The day after a holiday weekend always feels like hitting a reset button. The visitors have gone home, the special meals are reduced to leftovers, and the garden — well, the garden doesn’t care about our calendars or celebrations. It just keeps growing, existing in its own timeline.
This morning, coffee in hand, I wandered out to check on my tomato plants. The unseasonable warmth we’ve had this past week has accelerated everything. The plants that were just promising little green nubs a few weeks ago are now reaching skyward with the kind of optimism only plants seem capable of maintaining consistently.
But I’m not the only one who’s noticed their vigorous growth. My tomato plants have admirers — small, fuzzy, voraciously hungry admirers. Caterpillars.
There they were, contentedly munching away at leaves that I had carefully tended, watered, and spoken encouraging words to for weeks. My first reaction, I’m slightly embarrassed to admit, was decidedly unphilosophical. It was something closer to betrayal, as if these creatures and I were engaged in some kind of personal dispute over custody of chlorophyll.
In larger agricultural operations, the solution would be simple: chemicals. Kill the invaders. Protect the crop. Move on. But in my small patch, where every plant has a name (don’t judge) and every square foot is intimately known, such scorched-earth tactics feel wrong. Not just environmentally, but spiritually.
This is the paradox of the small patch gardener. We are close enough to our plants to develop attachment, to feel personally offended when something goes wrong. We don’t have the emotional distance that acres would provide.
So what’s a chemical-free gardener to do?
First, I’ve been handpicking the caterpillars I find and relocating them to a wild patch at the edge of my property. Call it a deportation program with humanitarian principles. It’s time-consuming but oddly satisfying work, requiring the kind of attentiveness that modern life rarely demands of us. You have to really look at your plants, understand their structure, notice the subtle signs of distress.
I’ve also planted marigolds as companion plants. Their scent repels certain pests, though I suspect the caterpillars didn’t get that particular memo. Still, the bright orange and yellow blooms make the garden more visually interesting, which counts for something when you’re spending increased time bent over, searching for tiny creatures.
A mixture of water and dish soap in a spray bottle helps too, though you have to be diligent about application. It’s not an instant fix — more like a gentle suggestion to the caterpillars that perhaps they should reconsider their dining choices.
But beyond these practical measures, there’s a deeper lesson here about coexistence and patience. These caterpillars, after all, are future butterflies and moths. They’re not evil; they’re hungry. They’re following their nature just as surely as my tomato plants are following theirs. The contradiction is not in nature but in my expectations of how nature should behave to suit my purposes.
The small patch garden teaches this lesson repeatedly: we are not in control. We can influence, suggest, nurture, and protect, but ultimately we are participants in something larger than our plans. The caterpillar and I are engaged in a relationship, not a war — even if it sometimes feels like the latter when I see those ragged-edged leaves.
Summer is indeed coming to northern Florida. The air has that particular heaviness that promises months of thick heat ahead. The insects know it before we do — their urgency to feed and breed increases with the temperature. My task now is not to fight this reality but to find my place within it, to protect my plants while respecting the natural order that includes creatures whose purposes don’t align with mine.
Tomorrow I’ll be out there again, coffee in hand, looking for caterpillars among the leaves. It’s not just garden maintenance; it’s a practice in paying attention, in being present enough to notice the small dramas unfolding in my small patch. And that kind of attention, I’m convinced, is what makes a garden more than just a place where vegetables grow. It makes it a place where we grow too.
In the meantime, those tomatoes are getting taller by the day. With any luck, there will be enough harvest to share — not with the caterpillars, preferably, but you never know. In a small patch garden, compromise is just another word for wisdom.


• Work instruction: Although the entries contain pictures, repeat only their words, exactly as written.

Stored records
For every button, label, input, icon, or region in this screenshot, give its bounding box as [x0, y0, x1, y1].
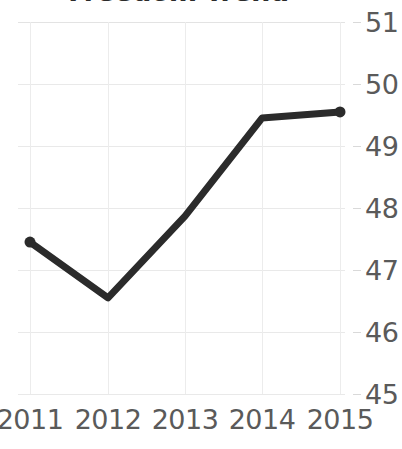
line-series-freedom-trend — [0, 0, 360, 400]
y-tick-51 — [353, 22, 361, 23]
data-point-2015 — [335, 106, 346, 117]
series-polyline — [30, 112, 340, 298]
x-axis-label-2014: 2014 — [217, 404, 307, 435]
y-axis-label-50: 50 — [365, 69, 402, 100]
y-axis-label-46: 46 — [365, 317, 402, 348]
plot-area — [0, 0, 360, 400]
chart-figure: Freedom Trend 51 50 49 48 47 — [0, 0, 402, 449]
y-axis-label-51: 51 — [365, 7, 402, 38]
series-markers — [25, 106, 346, 247]
y-axis: 51 50 49 48 47 46 45 — [345, 0, 402, 400]
y-axis-label-47: 47 — [365, 255, 402, 286]
data-point-2011 — [25, 237, 36, 248]
y-tick-46 — [353, 332, 361, 333]
y-tick-47 — [353, 270, 361, 271]
x-axis: 2011 2012 2013 2014 2015 — [0, 398, 360, 449]
y-tick-48 — [353, 208, 361, 209]
y-tick-45 — [353, 394, 361, 395]
y-axis-label-48: 48 — [365, 193, 402, 224]
y-axis-label-49: 49 — [365, 131, 402, 162]
y-tick-50 — [353, 84, 361, 85]
y-tick-49 — [353, 146, 361, 147]
x-axis-label-2015: 2015 — [295, 404, 385, 435]
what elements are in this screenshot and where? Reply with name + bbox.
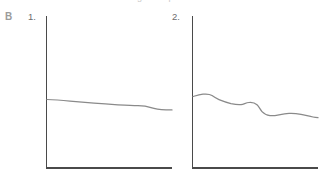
chart2-data-line bbox=[193, 94, 318, 118]
chart1-data-line bbox=[47, 100, 172, 110]
chart1-axes bbox=[47, 16, 173, 168]
figure-panel-b: figure caption B 1. 2. bbox=[0, 0, 321, 173]
charts-canvas bbox=[0, 0, 321, 173]
chart2-axes bbox=[193, 16, 319, 168]
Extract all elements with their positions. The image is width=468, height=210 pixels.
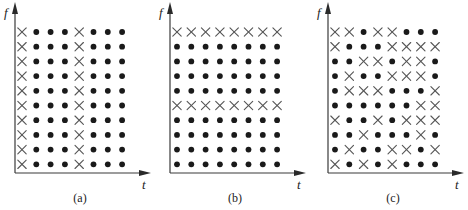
- dot-mark: [432, 161, 438, 167]
- cross-mark: [259, 101, 267, 109]
- cross-mark: [75, 43, 83, 51]
- dot-mark: [346, 59, 352, 65]
- dot-mark: [105, 147, 111, 153]
- cross-mark: [331, 28, 339, 36]
- dot-mark: [105, 44, 111, 50]
- dot-mark: [91, 117, 97, 123]
- dot-mark: [48, 147, 54, 153]
- dot-mark: [231, 147, 237, 153]
- dot-mark: [33, 103, 39, 109]
- dot-mark: [119, 147, 125, 153]
- dot-mark: [389, 103, 395, 109]
- dot-mark: [231, 44, 237, 50]
- f-axis-label: f: [159, 5, 165, 20]
- cross-mark: [374, 28, 382, 36]
- dot-mark: [203, 132, 209, 138]
- cross-mark: [18, 87, 26, 95]
- cross-mark: [173, 28, 181, 36]
- cross-mark: [230, 28, 238, 36]
- dot-mark: [188, 73, 194, 79]
- dot-mark: [332, 88, 338, 94]
- dot-mark: [119, 44, 125, 50]
- dot-mark: [203, 147, 209, 153]
- cross-mark: [374, 87, 382, 95]
- dot-mark: [33, 88, 39, 94]
- panel-c: ft(c): [317, 2, 464, 205]
- panel-caption: (c): [386, 191, 399, 205]
- cross-mark: [402, 145, 410, 153]
- panel-caption: (a): [73, 191, 86, 205]
- cross-mark: [374, 57, 382, 65]
- dot-mark: [33, 29, 39, 35]
- dot-mark: [33, 73, 39, 79]
- cross-mark: [216, 28, 224, 36]
- t-axis-label: t: [142, 177, 146, 192]
- dot-mark: [62, 117, 68, 123]
- dot-mark: [188, 147, 194, 153]
- cross-mark: [374, 116, 382, 124]
- cross-mark: [273, 101, 281, 109]
- dot-mark: [203, 117, 209, 123]
- dot-mark: [174, 73, 180, 79]
- dot-mark: [274, 132, 280, 138]
- cross-mark: [431, 87, 439, 95]
- dot-mark: [361, 73, 367, 79]
- dot-mark: [62, 103, 68, 109]
- cross-mark: [345, 72, 353, 80]
- f-axis-arrow-icon: [12, 2, 18, 14]
- dot-mark: [346, 161, 352, 167]
- dot-mark: [33, 132, 39, 138]
- cross-mark: [417, 116, 425, 124]
- cross-mark: [331, 116, 339, 124]
- dot-mark: [332, 147, 338, 153]
- dot-mark: [246, 73, 252, 79]
- dot-mark: [231, 117, 237, 123]
- dot-mark: [246, 117, 252, 123]
- cross-mark: [18, 116, 26, 124]
- dot-mark: [91, 147, 97, 153]
- dot-mark: [119, 161, 125, 167]
- dot-mark: [188, 44, 194, 50]
- dot-mark: [119, 117, 125, 123]
- cross-mark: [431, 116, 439, 124]
- dot-mark: [91, 44, 97, 50]
- f-axis-arrow-icon: [325, 2, 331, 14]
- cross-mark: [345, 28, 353, 36]
- dot-mark: [48, 132, 54, 138]
- dot-mark: [332, 73, 338, 79]
- dot-mark: [361, 117, 367, 123]
- cross-mark: [331, 160, 339, 168]
- dot-mark: [432, 132, 438, 138]
- cross-mark: [402, 72, 410, 80]
- cross-mark: [18, 28, 26, 36]
- dot-mark: [48, 117, 54, 123]
- dot-mark: [62, 161, 68, 167]
- cross-mark: [388, 160, 396, 168]
- dot-mark: [375, 44, 381, 50]
- cross-mark: [18, 72, 26, 80]
- dot-mark: [48, 59, 54, 65]
- dot-mark: [260, 117, 266, 123]
- dot-mark: [203, 161, 209, 167]
- dot-mark: [217, 88, 223, 94]
- cross-mark: [388, 28, 396, 36]
- dot-mark: [119, 88, 125, 94]
- dot-mark: [91, 29, 97, 35]
- dot-mark: [217, 161, 223, 167]
- dot-mark: [375, 103, 381, 109]
- dot-mark: [404, 132, 410, 138]
- dot-mark: [48, 29, 54, 35]
- dot-mark: [188, 161, 194, 167]
- dot-mark: [203, 59, 209, 65]
- dot-mark: [231, 88, 237, 94]
- dot-mark: [260, 147, 266, 153]
- dot-mark: [260, 132, 266, 138]
- dot-mark: [332, 59, 338, 65]
- dot-mark: [260, 88, 266, 94]
- dot-mark: [203, 88, 209, 94]
- t-axis-arrow-icon: [139, 170, 151, 176]
- t-axis-label: t: [455, 177, 459, 192]
- cross-mark: [75, 116, 83, 124]
- dot-mark: [48, 44, 54, 50]
- cross-mark: [75, 160, 83, 168]
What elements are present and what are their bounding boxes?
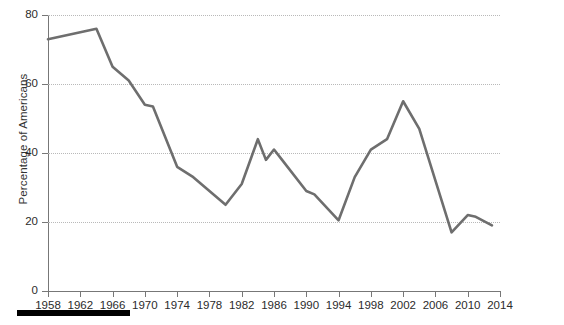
line-series: [48, 15, 500, 292]
footer-black-bar: [17, 310, 130, 316]
y-tick-label-40: 40: [0, 146, 38, 158]
x-tick-mark-2014: [500, 291, 501, 297]
y-tick-label-80: 80: [0, 8, 38, 20]
y-tick-label-60: 60: [0, 77, 38, 89]
y-tick-label-0: 0: [0, 284, 38, 296]
y-tick-label-20: 20: [0, 215, 38, 227]
x-tick-label-2014: 2014: [478, 299, 522, 311]
series-polyline: [48, 29, 492, 233]
chart-container: Percentage of Americans 020406080 195819…: [0, 0, 564, 325]
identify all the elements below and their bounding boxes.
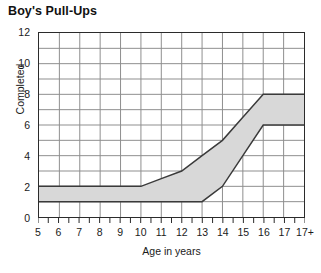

• Response to the exercise:
For every button, label, input, icon, or region in this screenshot, give its bounding box as [x0, y0, x1, y1].
line-series-freedom-trend — [0, 0, 360, 400]
y-tick-51 — [353, 22, 361, 23]
data-point-2015 — [335, 106, 346, 117]
series-polyline — [30, 112, 340, 298]
x-axis-label-2014: 2014 — [217, 404, 307, 435]
y-axis-label-50: 50 — [365, 69, 402, 100]
y-axis-label-46: 46 — [365, 317, 402, 348]
plot-area — [0, 0, 360, 400]
chart-figure: Freedom Trend 51 50 49 48 47 — [0, 0, 402, 449]
y-axis-label-51: 51 — [365, 7, 402, 38]
series-markers — [25, 106, 346, 247]
y-axis: 51 50 49 48 47 46 45 — [345, 0, 402, 400]
y-axis-label-47: 47 — [365, 255, 402, 286]
data-point-2011 — [25, 237, 36, 248]
y-tick-46 — [353, 332, 361, 333]
y-tick-47 — [353, 270, 361, 271]
x-axis: 2011 2012 2013 2014 2015 — [0, 398, 360, 449]
y-tick-48 — [353, 208, 361, 209]
y-tick-45 — [353, 394, 361, 395]
y-axis-label-48: 48 — [365, 193, 402, 224]
y-axis-label-49: 49 — [365, 131, 402, 162]
y-tick-50 — [353, 84, 361, 85]
y-tick-49 — [353, 146, 361, 147]
x-axis-label-2015: 2015 — [295, 404, 385, 435]
what elements are in this screenshot and where? Reply with name + bbox.
chart2-data-line bbox=[193, 94, 318, 118]
chart1-data-line bbox=[47, 100, 172, 110]
chart1-axes bbox=[47, 16, 173, 168]
figure-panel-b: figure caption B 1. 2. bbox=[0, 0, 321, 173]
charts-canvas bbox=[0, 0, 321, 173]
chart2-axes bbox=[193, 16, 319, 168]
Extract all elements with their positions. The image is width=468, height=210 pixels.
- dot-mark: [432, 161, 438, 167]
- cross-mark: [259, 101, 267, 109]
- cross-mark: [75, 43, 83, 51]
- dot-mark: [346, 59, 352, 65]
- dot-mark: [105, 147, 111, 153]
- cross-mark: [331, 28, 339, 36]
- dot-mark: [105, 44, 111, 50]
- dot-mark: [91, 117, 97, 123]
- dot-mark: [48, 147, 54, 153]
- dot-mark: [231, 147, 237, 153]
- dot-mark: [33, 103, 39, 109]
- dot-mark: [119, 147, 125, 153]
- dot-mark: [389, 103, 395, 109]
- dot-mark: [231, 44, 237, 50]
- f-axis-label: f: [159, 5, 165, 20]
- cross-mark: [374, 28, 382, 36]
- dot-mark: [203, 132, 209, 138]
- cross-mark: [18, 87, 26, 95]
- cross-mark: [173, 28, 181, 36]
- cross-mark: [230, 28, 238, 36]
- dot-mark: [188, 73, 194, 79]
- dot-mark: [332, 88, 338, 94]
- dot-mark: [119, 44, 125, 50]
- dot-mark: [203, 147, 209, 153]
- cross-mark: [374, 87, 382, 95]
- dot-mark: [33, 88, 39, 94]
- panel-c: ft(c): [317, 2, 464, 205]
- panel-caption: (c): [386, 191, 399, 205]
- cross-mark: [402, 145, 410, 153]
- panel-caption: (a): [73, 191, 86, 205]
- cross-mark: [374, 57, 382, 65]
- dot-mark: [33, 29, 39, 35]
- dot-mark: [33, 73, 39, 79]
- cross-mark: [216, 28, 224, 36]
- t-axis-label: t: [142, 177, 146, 192]
- dot-mark: [62, 117, 68, 123]
- dot-mark: [188, 147, 194, 153]
- cross-mark: [374, 116, 382, 124]
- cross-mark: [273, 101, 281, 109]
- dot-mark: [203, 117, 209, 123]
- dot-mark: [174, 73, 180, 79]
- dot-mark: [274, 132, 280, 138]
- cross-mark: [431, 87, 439, 95]
- dot-mark: [361, 73, 367, 79]
- dot-mark: [62, 103, 68, 109]
- cross-mark: [345, 72, 353, 80]
- f-axis-arrow-icon: [12, 2, 18, 14]
- dot-mark: [346, 161, 352, 167]
- dot-mark: [33, 132, 39, 138]
- cross-mark: [417, 116, 425, 124]
- cross-mark: [331, 116, 339, 124]
- dot-mark: [332, 147, 338, 153]
- dot-mark: [246, 73, 252, 79]
- dot-mark: [231, 117, 237, 123]
- dot-mark: [246, 117, 252, 123]
- cross-mark: [18, 116, 26, 124]
- dot-mark: [91, 147, 97, 153]
- dot-mark: [119, 161, 125, 167]
- dot-mark: [188, 44, 194, 50]
- dot-mark: [119, 117, 125, 123]
- cross-mark: [431, 116, 439, 124]
- dot-mark: [91, 44, 97, 50]
- f-axis-arrow-icon: [325, 2, 331, 14]
- cross-mark: [345, 28, 353, 36]
- dot-mark: [48, 132, 54, 138]
- dot-mark: [332, 73, 338, 79]
- dot-mark: [361, 117, 367, 123]
- cross-mark: [331, 160, 339, 168]
- dot-mark: [432, 132, 438, 138]
- cross-mark: [402, 72, 410, 80]
- cross-mark: [18, 28, 26, 36]
- dot-mark: [48, 117, 54, 123]
- dot-mark: [62, 161, 68, 167]
- cross-mark: [388, 160, 396, 168]
- dot-mark: [375, 44, 381, 50]
- cross-mark: [18, 72, 26, 80]
- dot-mark: [48, 59, 54, 65]
- dot-mark: [260, 117, 266, 123]
- dot-mark: [203, 161, 209, 167]
- dot-mark: [217, 88, 223, 94]
- cross-mark: [388, 28, 396, 36]
- dot-mark: [119, 88, 125, 94]
- dot-mark: [91, 29, 97, 35]
- dot-mark: [217, 161, 223, 167]
- dot-mark: [375, 103, 381, 109]
- dot-mark: [404, 132, 410, 138]
- dot-mark: [48, 29, 54, 35]
- dot-mark: [188, 161, 194, 167]
- dot-mark: [203, 59, 209, 65]
- dot-mark: [231, 88, 237, 94]
- dot-mark: [260, 147, 266, 153]
- dot-mark: [260, 132, 266, 138]
- dot-mark: [332, 59, 338, 65]
- dot-mark: [260, 88, 266, 94]
- dot-mark: [203, 88, 209, 94]
- t-axis-arrow-icon: [139, 170, 151, 176]
- t-axis-label: t: [455, 177, 459, 192]
- cross-mark: [75, 116, 83, 124]
- dot-mark: [48, 44, 54, 50]
- cross-mark: [75, 160, 83, 168]
What elements are present and what are their bounding boxes?
line-series: [48, 15, 500, 292]
footer-black-bar: [17, 310, 130, 316]
y-tick-label-40: 40: [0, 146, 38, 158]
x-tick-mark-2014: [500, 291, 501, 297]
y-tick-label-80: 80: [0, 8, 38, 20]
y-tick-label-60: 60: [0, 77, 38, 89]
y-tick-label-0: 0: [0, 284, 38, 296]
y-tick-label-20: 20: [0, 215, 38, 227]
x-tick-label-2014: 2014: [478, 299, 522, 311]
series-polyline: [48, 29, 492, 233]
chart-container: Percentage of Americans 020406080 195819…: [0, 0, 564, 325]
identify all the elements below and their bounding boxes.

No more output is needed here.